“The Cloud-Sculptors of Coral D”
by J. G. Ballard
***
Reclusive heiress Leonora
Chanel fills her many houses with portraits of herself. Only one famous picture
is missing – the one her unfaithful husband, a presumed suicide -- was painting
just before his death. “What promised to be a significant exhibit at the
coroner’s inquest, a mutilated easel portrait of Leonora on which he was
working, was accidently destroyed before the hearing,” reports the narrator of
J. G. Ballard’s 1967 surreal fantasy, “The Cloud-Sculptors of Coral D.”
“Perhaps the painting revealed more of Leonora’s character than she chose to
see.”
As obsessed with her own
image as any aging movie queen, Leonora searches for immortality in art, a
search that culminates in the strange medium of cloud sculpture.

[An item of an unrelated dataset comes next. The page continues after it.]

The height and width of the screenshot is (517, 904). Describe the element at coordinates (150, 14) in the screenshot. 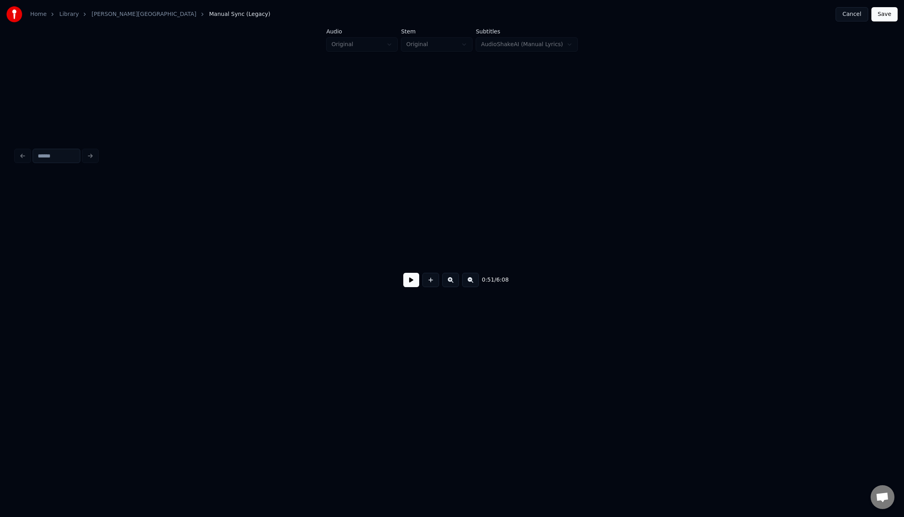

I see `nav: breadcrumb` at that location.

Every evening, great clouds
are born on the heated air rising from the ancient dried sea bed of the resort
colony of Vermilion Springs. The wealthy, the jaded, the self-regarding colony
members long as much as the visitors flocking to today’s Jurassic World for ever-new, ever-titillating spectacles to
distract them from the meaninglessness of their lives. And among those who feed
– or perhaps prey – on this insatiable desire, are cloud-sculptors, daredevils
in gliders who “carve seahorses and unicorns, the portraits of presidents and
film stars, lizards and exotic birds,” as Ballard writes. “As the crowd watched
from their cars, a cool rain would fall on to the dusty roofs, weeping from the
sculptured clouds as they sailed across the desert floor towards the sun.”

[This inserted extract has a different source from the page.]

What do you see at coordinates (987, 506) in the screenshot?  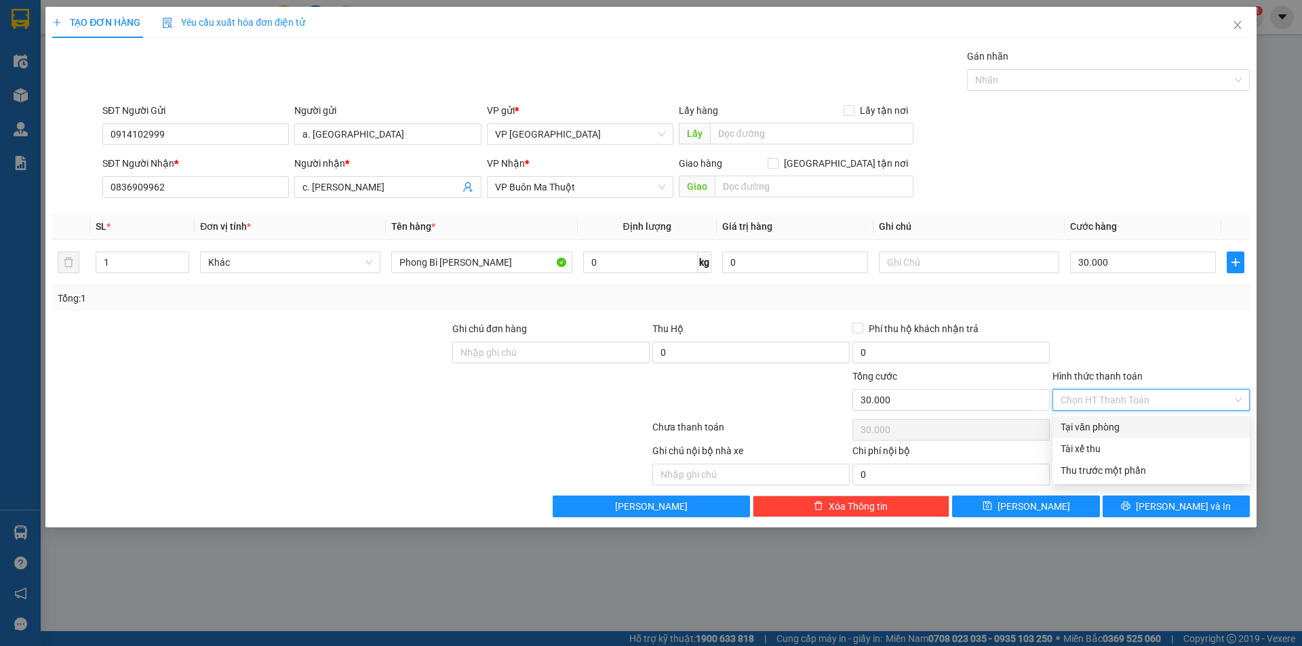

Among those cloud-sculptors
is Nolan, one of Leonora Chanel’s flock of discarded lovers. He has already
painted her cruelly ironic, all too lifelike portrait. Is it to satisfy her own
vanity or to humiliate her lover that she now demands he sculpt her in the
transient medium of a cloud?
“The Cloud-Sculptors”
would be among the stories Ballard would collect a few years later in his
anthology, Vermilion Sands. It is
also the story science fiction writer Roger Zelazny placed at the beginning of
his edited collection of Nebula Award-winning stories for 1967.
“Here are seven stories,”
Zelazny writes in his introduction. “There is something special about each one
of them, or they wouldn’t be here. They were all of them nominated for the
Nebula Award. . .a thing which represents our collective opinion as to what is
the very best work our area of literature produced. . . ”
Except that some of them
weren’t nominated. Specifically the volume’s opening story, Ballard’s “The Cloud-Sculptors of Coral D.”
It makes me wonder why Nebula didn’t nominate
the story, but “Zelazny does not offer either explanation or excuse for the
inclusion of this story,” writes author/fan Steven H. Silver, “allowing Ballard’s
words to provide their own justification.”
(Next Friday, Adventure
classics continues a July of science fiction with Joanna Russ’s “When It
Changed,” which actually was a Nebula Award winner for its year, 1972.)